George Shapter

 

 

 

 

 

 

 

 

 

 

 

 

 

When the opportunity arose to write a column with a hedonistic slant I felt relief; I always knew that the wild and frivolous hours of my youth spent amassing and archiving Mexican postage stamps from the 1860s would provide useful material for something. Even as I write this I sprawl naked upon a divan, nude except for a shower of collectable tiddlywinks, while Michael, the Chief Executive of Stanley Gibbons, shyly feeds me grapes.

It is not only for this current depravity, however, that my staircase in Trinity is of historical interest with regard to Cambridge hedonism. In the 1930s Wittgenstein occupied the room across the hall from mine, and A. E. Housman the room below his. During an attack of diarrhoea Wittgenstein begged Housman, in a message sent via the bedder, for use of the poet’s loo, then the only one on the staircase. The reply came back negative. Wittgenstein was informed that Housman’s stance as a ‘philosophical hedonist’ meant that he preferred not to give permission, no doubt to the German’s great constipation.

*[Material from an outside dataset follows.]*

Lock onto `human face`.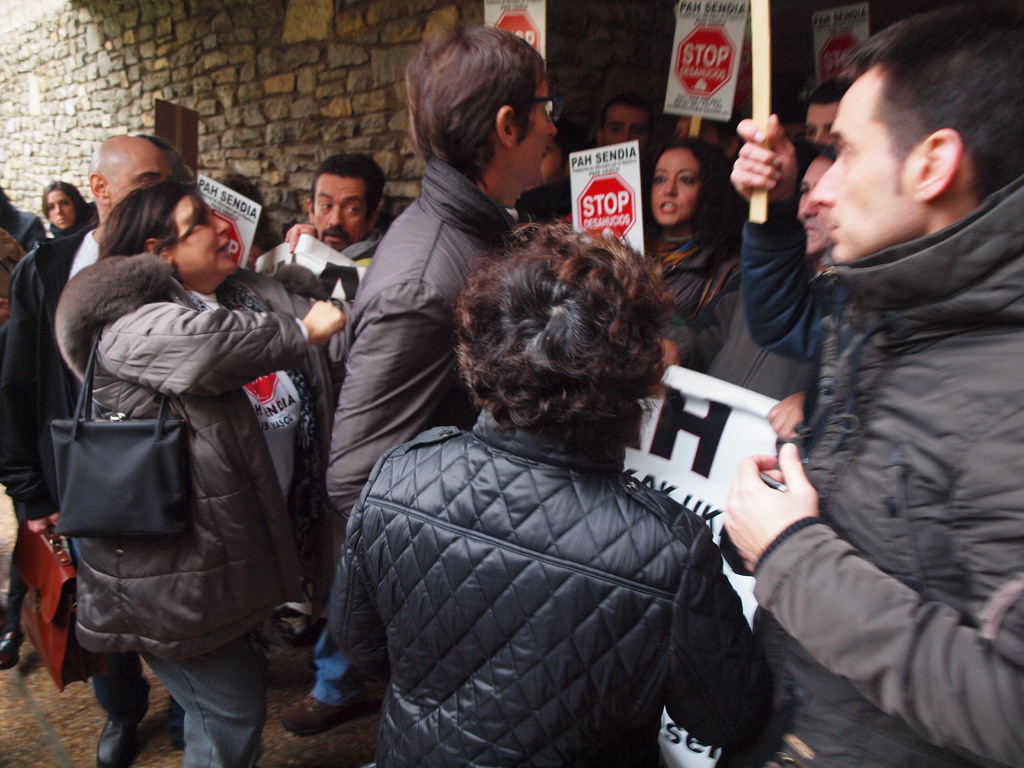
Locked: bbox=[805, 103, 837, 145].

Perhaps those were lighter, brighter days, when amusement could be gleaned from the smaller things – things as small, that is, as watching the man Bertrand Russell called “the most perfect example of genius” waddle across the court rather rapidly. And yet it is a slightly calculated, stuffy joke of Housman’s – not quite a conceit of Bacchanalian proportion, a hedonism more technical than wild. Housman’s starchy revelry set against my more lush interaction with Michael, who has just now begun to tease my nipple coyly with an antique duster, serves to illustrate one of the seeming contradictions of Cambridge life. On the one hand we inhabit a city devoted to our higher faculties, a cool world of textbooks and pendulums, whilst on the other the University’s ivory towers teem with students indulging their lower faculties – their equally pendulous proclivities.

Debauchery and an excess of rational thought make unhappy bedfellows, who clumsily head-butt each other just when things are beginning to heat up. One of maturity’s markers is foresight, and after dalliance with pleasures of the moment even the crudely philosophical must soon turn an eye towards future revelry – must recognise that the latter is often limited by overindulgence in the former. Lechery is all about balance. Or, as our Prime Minister wisely has it, too many tweets might make a twat. Maximal licentiousness, then, becomes subject to a temporal calculation. Byron put the problem expertly in 1819 when he wrote to his accountant: “you are right about income – I must have it all—how the devil do I know that I may live a year or a month? – I wish I knew that I might regulate my spending in more ways than one. – As it is one always thinks there is but a span.” When he wrote that he was 31 years old and right to imagine but a span for both his sexual and economic spending, or, for that matter, for spending of any other kind, because five years later he too would be spent– dead of a fever contracted in Messolonghi.

To weigh intensity of experience against longevity is an impossible guess, but one that we must perpetually make. T. S. Eliot’s words “But our beginnings never know our ends!” capture Byron’s problem concerning foresight and its limits, but pun to add a further complication. Not only is it impossible to know where our actions will end us in the future – one sense of ‘ends’– but our true motivations, our ‘ends’ in the sense of our purposes, desires, are not always apparent at the incipience of our doings, even to ourselves. No one can be certain of what they want, nor how to get it, nor how long they have in which to do so. And yet some spans are more definite than others. Three years at Cambridge is one of them.